Netanyahu also claimed without evidence that “foreign elements” were behind some of the protests against the judicial overhaul — a common accusation against the Israeli left by some on the hard right.
Netanyahu’s comparison contrasted sharply with a speech earlier in the evening by President Herzog, who is trying to facilitate coalition-opposition talks on careful and consensual judicial reform.
Herzog praised the demonstrators as patriots concerned for the future of Israel, and said he shared their worries. “I see the protests, the anxiety and the fear that comes from the depths of your hearts — a fear that I also expressed regarding the legislation as it is being presented now. I feel very well the depth of pain, and the depth of concern for the fate of the country,” Herzog said.
Netanyahu closed his remarks by echoing calls to engage in dialogue over the judicial reform but made no commitment to pause his coalition’s legislative march — a condition heretofore stressed by opposition politicians and the president.
Netanyahu slammed the opposition, but made no mention of a call earlier in the day for immediate dialogue from the opposition’s National Unity party leader Benny Gantz, who warned that civil war could erupt amid deep divides over the legislation.
Gantz denounced Netanyahu’s speech: “Forgive me, but to carry out a pogrom in a town, to set in on fire, to kill somebody, to take a break for evening prayers, and then to carry on spreading chaos — that bears no similarity to blocking roads.”
Opposition leader MK Yair Lapid, who gave a studio interview to Channel 13 immediately after Netanyahu’s statement, dismissed it as “a series of shocking remarks.”
“A terrible statement, that deepens dispute, from a weak and dangerous man,” Lapid said.
He slammed the prime minister for comparing the Tel Aviv protests to the attack on Huwara.
“Huwara was a pogrom by terrorists,” Lapid said. “Are you going to compare that… to the people who went out today to the streets today, the best people in the country, patriots.”
Labor party chief Merav Michaeli also bristled at the comparison “between patriots who are fighting for democracy and anarchists burning homes in Huwara.”

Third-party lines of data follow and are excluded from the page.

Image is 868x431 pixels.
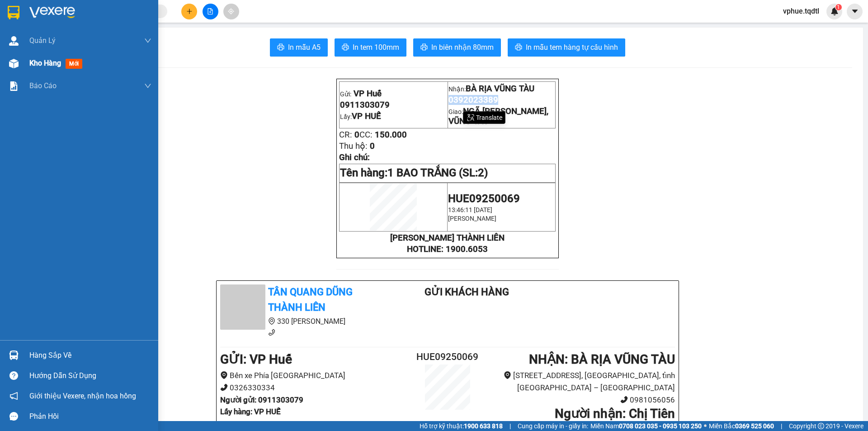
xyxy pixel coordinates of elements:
[268,286,352,313] b: Tân Quang Dũng Thành Liên
[207,8,213,15] span: file-add
[355,129,359,140] span: 0
[220,352,292,366] b: GỬI : VP Huế
[619,422,702,430] strong: 0708 023 035 - 0935 103 250
[224,4,239,20] button: aim
[66,5,132,25] p: Nhận:
[590,420,702,431] span: Miền Nam
[735,422,774,430] strong: 0369 525 060
[818,423,824,429] span: copyright
[515,44,522,52] span: printer
[220,383,228,391] span: phone
[390,233,504,243] strong: [PERSON_NAME] THÀNH LIÊN
[144,82,151,89] span: down
[478,167,487,179] span: 2)
[9,59,18,68] img: warehouse-icon
[421,44,428,52] span: printer
[354,89,381,98] span: VP Huế
[375,129,407,140] span: 150.000
[66,26,116,36] span: 0392023389
[508,39,625,56] button: printerIn mẫu tem hàng tự cấu hình
[409,349,485,364] h2: HUE09250069
[529,352,675,366] b: NHẬN : BÀ RỊA VŨNG TÀU
[9,392,18,400] span: notification
[30,34,56,46] span: Quản Lý
[30,349,151,362] div: Hàng sắp về
[66,5,112,25] span: BÀ RỊA VŨNG TÀU
[30,390,136,401] span: Giới thiệu Vexere, nhận hoa hồng
[203,4,218,20] button: file-add
[449,84,555,94] p: Nhận:
[220,406,281,416] b: Lấy hàng : VP HUẾ
[449,95,498,105] span: 0392023389
[388,167,487,179] span: 1 BAO TRẮNG (SL:
[407,244,487,254] strong: HOTLINE: 1900.6053
[352,111,381,121] span: VP HUẾ
[342,44,349,52] span: printer
[9,36,18,46] img: warehouse-icon
[65,59,82,69] span: mới
[220,369,409,381] li: Bến xe Phía [GEOGRAPHIC_DATA]
[268,317,275,324] span: environment
[620,395,628,403] span: phone
[30,59,61,67] span: Kho hàng
[466,84,535,94] span: BÀ RỊA VŨNG TÀU
[448,214,497,222] span: [PERSON_NAME]
[419,420,503,431] span: Hỗ trợ kỹ thuật:
[270,39,328,56] button: printerIn mẫu A5
[186,8,193,15] span: plus
[335,39,407,56] button: printerIn tem 100mm
[431,41,494,53] span: In biên nhận 80mm
[359,129,373,140] span: CC:
[448,192,520,205] span: HUE09250069
[268,328,275,336] span: phone
[776,6,826,17] span: vphue.tqdtl
[340,100,390,110] span: 0911303079
[831,7,838,15] img: icon-new-feature
[30,80,56,91] span: Báo cáo
[448,206,492,213] span: 13:46:11 [DATE]
[220,371,228,379] span: environment
[277,44,284,52] span: printer
[413,39,501,56] button: printerIn biên nhận 80mm
[518,420,588,431] span: Cung cấp máy in - giấy in:
[66,39,132,67] span: Giao:
[504,371,511,379] span: environment
[4,20,65,30] p: Gửi:
[220,316,388,327] li: 330 [PERSON_NAME]
[837,4,840,11] span: 1
[144,37,151,44] span: down
[340,89,447,98] p: Gửi:
[8,6,20,20] img: logo-vxr
[425,286,509,297] b: Gửi khách hàng
[17,42,46,53] span: VP HUẾ
[781,420,782,431] span: |
[9,371,18,380] span: question-circle
[509,420,511,431] span: |
[30,368,151,382] div: Hướng dẫn sử dụng
[464,422,503,430] strong: 1900 633 818
[220,395,303,404] b: Người gửi : 0911303079
[340,167,487,179] span: Tên hàng:
[709,420,774,431] span: Miền Bắc
[485,369,675,393] li: [STREET_ADDRESS], [GEOGRAPHIC_DATA], tỉnh [GEOGRAPHIC_DATA] – [GEOGRAPHIC_DATA]
[339,153,370,162] span: Ghi chú:
[339,129,352,140] span: CR:
[9,350,18,360] img: warehouse-icon
[228,8,234,15] span: aim
[851,7,859,15] span: caret-down
[9,82,18,91] img: solution-icon
[485,394,675,406] li: 0981056056
[220,381,409,394] li: 0326330334
[449,106,549,126] span: NGÃ [PERSON_NAME], VŨNG TÀU
[4,31,53,41] span: 0911303079
[19,20,47,30] span: VP Huế
[704,424,707,427] span: ⚪️
[525,41,618,53] span: In mẫu tem hàng tự cấu hình
[370,141,375,151] span: 0
[339,141,368,151] span: Thu hộ:
[847,4,862,20] button: caret-down
[352,41,400,53] span: In tem 100mm
[449,108,549,125] span: Giao:
[288,41,321,53] span: In mẫu A5
[340,113,381,120] span: Lấy:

Lapid denied that he was unwilling to talk with Netanyahu at all to reach a compromise on the controversial legislation, insisting he was open to “true talks, not deceitful” ones, and reiterated his demand that legislating the judicial changes be put on hold first. He said the pause period should be laid down by Herzog, who has offered to mediate negotiations to reach a compromise agreement.

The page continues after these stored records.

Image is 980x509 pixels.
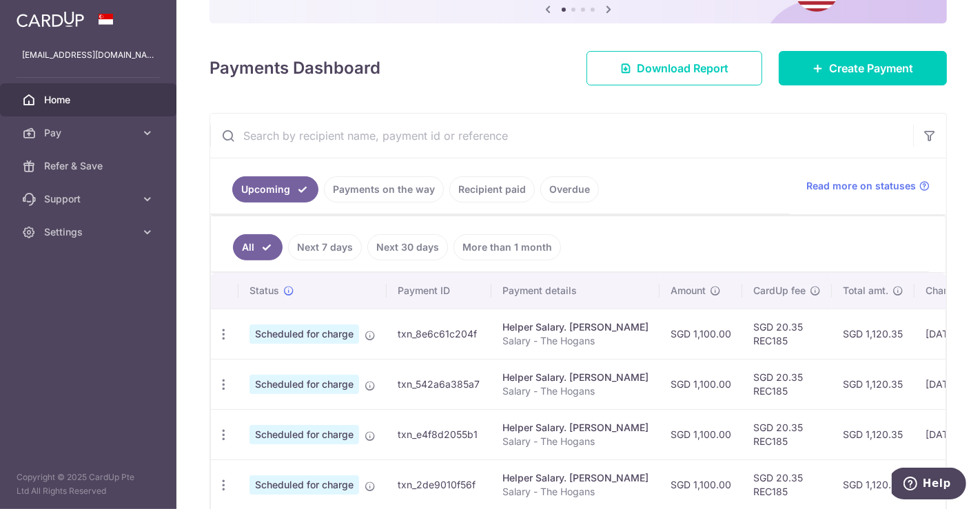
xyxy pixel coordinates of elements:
span: Download Report [637,60,729,76]
td: SGD 1,120.35 [832,409,914,460]
a: Next 7 days [288,235,362,260]
a: Read more on statuses [807,180,929,193]
img: CardUp [17,11,84,27]
td: SGD 20.35 REC185 [742,309,832,359]
p: Salary - The Hogans [503,335,648,348]
td: SGD 1,120.35 [832,359,914,409]
td: SGD 1,100.00 [659,359,742,409]
a: All [233,235,283,260]
td: SGD 20.35 REC185 [742,359,832,409]
span: Scheduled for charge [250,325,359,344]
a: More than 1 month [454,235,561,260]
span: Total amt. [843,284,888,298]
span: Refer & Save [44,159,135,173]
span: Scheduled for charge [250,425,359,445]
span: CardUp fee [753,284,806,298]
td: SGD 20.35 REC185 [742,409,832,460]
div: Helper Salary. [PERSON_NAME] [503,471,648,485]
a: Recipient paid [449,176,535,202]
p: Salary - The Hogans [503,435,648,449]
div: Helper Salary. [PERSON_NAME] [503,371,648,385]
th: Payment ID [386,273,491,309]
a: Next 30 days [367,235,448,260]
div: Helper Salary. [PERSON_NAME] [503,421,648,435]
span: Home [44,93,135,107]
h4: Payments Dashboard [209,56,380,81]
a: Overdue [540,176,599,202]
span: Read more on statuses [807,180,916,193]
span: Scheduled for charge [250,375,359,394]
div: Helper Salary. [PERSON_NAME] [503,321,648,335]
td: txn_542a6a385a7 [386,359,491,409]
td: SGD 1,100.00 [659,409,742,460]
p: [EMAIL_ADDRESS][DOMAIN_NAME] [22,48,154,62]
p: Salary - The Hogans [503,385,648,399]
span: Create Payment [829,60,913,76]
span: Status [250,284,279,298]
iframe: Opens a widget where you can find more information [892,468,966,503]
td: txn_8e6c61c204f [386,309,491,359]
td: txn_e4f8d2055b1 [386,409,491,460]
td: SGD 1,120.35 [832,309,914,359]
span: Scheduled for charge [250,476,359,495]
p: Salary - The Hogans [503,485,648,499]
input: Search by recipient name, payment id or reference [210,114,913,158]
td: SGD 1,100.00 [659,309,742,359]
th: Payment details [491,273,659,309]
span: Settings [44,225,135,239]
span: Amount [671,284,706,298]
a: Download Report [587,51,762,86]
span: Support [44,193,135,206]
span: Pay [44,126,135,140]
a: Create Payment [779,51,947,86]
a: Payments on the way [324,176,444,202]
a: Upcoming [232,176,319,202]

Any dialogue, Lapid said, must be based on the principle that the process is first stopped. As for his past demand that the pause is 60 days, he said that was just a suggestion for a reasonable period, and that Herzog should decide how long is needed.
Just ahead of Netanyahu’s announcement, four lawmakers from Gantz’s National Unity party and Netanyahu’s Likud issued a joint statement calling on all parties to reach a broad agreement.
“The State of Israel is currently facing many complex challenges in the fields of society, the economy, and its international status and is facing attacks and security challenges more serious than ever before,” said the statement signed by Likud’s Danny Dannon and Yuli Edelstein along with National Unity’s Gadi Eisenkot and Chili Tropper.
“Above all of these hovers, like a dark shadow, the grave controversy that tears and divides the public in Israel regarding the various proposals concerning the Israeli justice system. We have no doubt that although the disputes are substantial, we must act in every way to reach broad agreements,” the statement said.
They urged all members of the Knesset to support the proposal for talks put forward by Herzog.
Meanwhile, Justice Minister Yariv Levin, and Knesset Constitution, Law, and Justice Committee chairman MK Simcha Rothman said they were willing to answer Gantz’s call for talks, but without preconditions.
In a joint statement, Levin and Rothman said: “Gantz — let’s set a place and time and sit and talk. Without preconditions.”
But Channel 12 reported that neither was willing to stop the legislative process to do so, with plans to move forward at full speed with the various bills.